If you were part of the mythic ‘70s singer-songwriter circuit in Southern California, you probably didn’t realize there was anything mythic going on. “We were all really young, just living in the moment,” recalls songwriter Karla Bonoff. “People were drawn to Los Angeles because the recording studios were there, and there were so many clubs to play in. So even though I was born and raised there, I got caught up in that. But we didn’t have the ability to float up above it and see what it wound up becoming.”

Bonoff was a key part of that circuit, living a few blocks away from the famed Troubadour club. Initially part of the short-lived group Bryndle, she made her solo debut in 1977, and a few of its tracks became signature songs for Bonnie Raitt (“Home”) and Linda Ronstadt (“Someone to Lay Down Beside Me”). Still going strong, she hits the Regent Theater in Arlington tonight.

“I listen to my first album and it sounds like a little girl singing,” she says. “I felt I wasn’t part of the first generation of singer-songwriters — I was younger than Joni Mitchell, Laura Nyro and Carole King, so those were my main influences whereas they were drawing from a wider net — Joni with traditional folk songs, Laura with jazz and Broadway musicals. So my influences were already songwriters, and it’s funny how it all comes back around. I hear young girls today who were influenced by Shawn Colvin.” And probably by herself as well. “Maybe, but that’s harder for me to recognize. It’s like trying to hear your own accent.”

She became known for songs that sounded intensely personal, but they didn’t always start that way. “Sometimes they’re just written for movies— ‘All My Life’ was like that, and it’s one of my better ones. ‘Someone to Lay Down Beside Me’ was funny, I had the music for awhile and no lyrics for it. Then somehow I watched a TV show called ‘Owen Marshall, Attorney at Law’ (which ran from 1971-74) and processed that in my brain, and those lyrics came out of it. I think it was an episode about a prostitute. I happened to be around Linda and played some songs for her, and it was interesting that her version came out concurrent with mine.”

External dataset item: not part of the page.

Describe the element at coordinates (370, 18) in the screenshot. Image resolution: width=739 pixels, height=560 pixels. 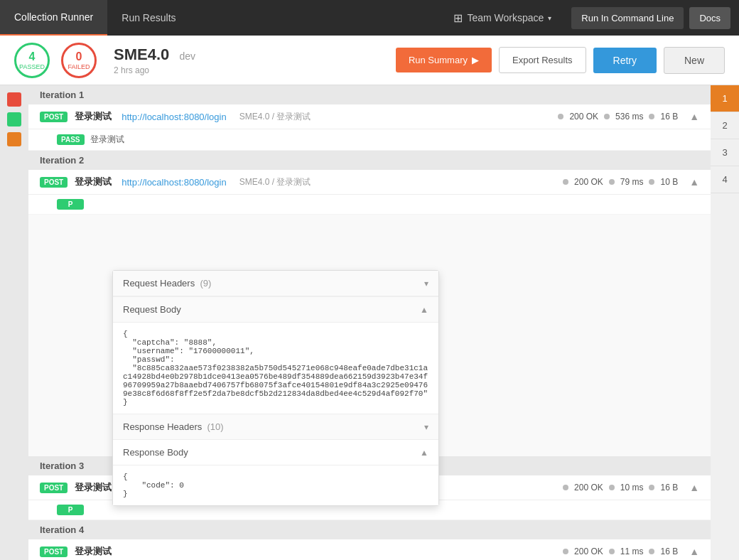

Like many songwriters she felt left out when musical fashions changed in the ‘80s. “That was a rough time. The English techno thing was happening, and radio didn’t want any part of singer-songwriters. It took me a number of years to get on my feet again, and I didn’t even make a record until 1988. But you look at peoples’ longevity, and the good stuff always recirculates back.”

These days she records less frequently; her only millennial studio albums were an acoustic set of old and new songs, and a Christmas album in 2020. “I have to admit that I don’t write that much anymore. I was never prolific and usually just wrote enough for each album — I never was one of those people who gets up in the middle of the night and works on a song.” But she still tours regularly, and will be doing some dates with old friend John David Souther when her solo tour wraps up. “I can look at the songs from a little more distance now. But you come to appreciate your own work over time, and I’m very grateful that I was given this gift. It’s allowed me to not have any other kind of job.”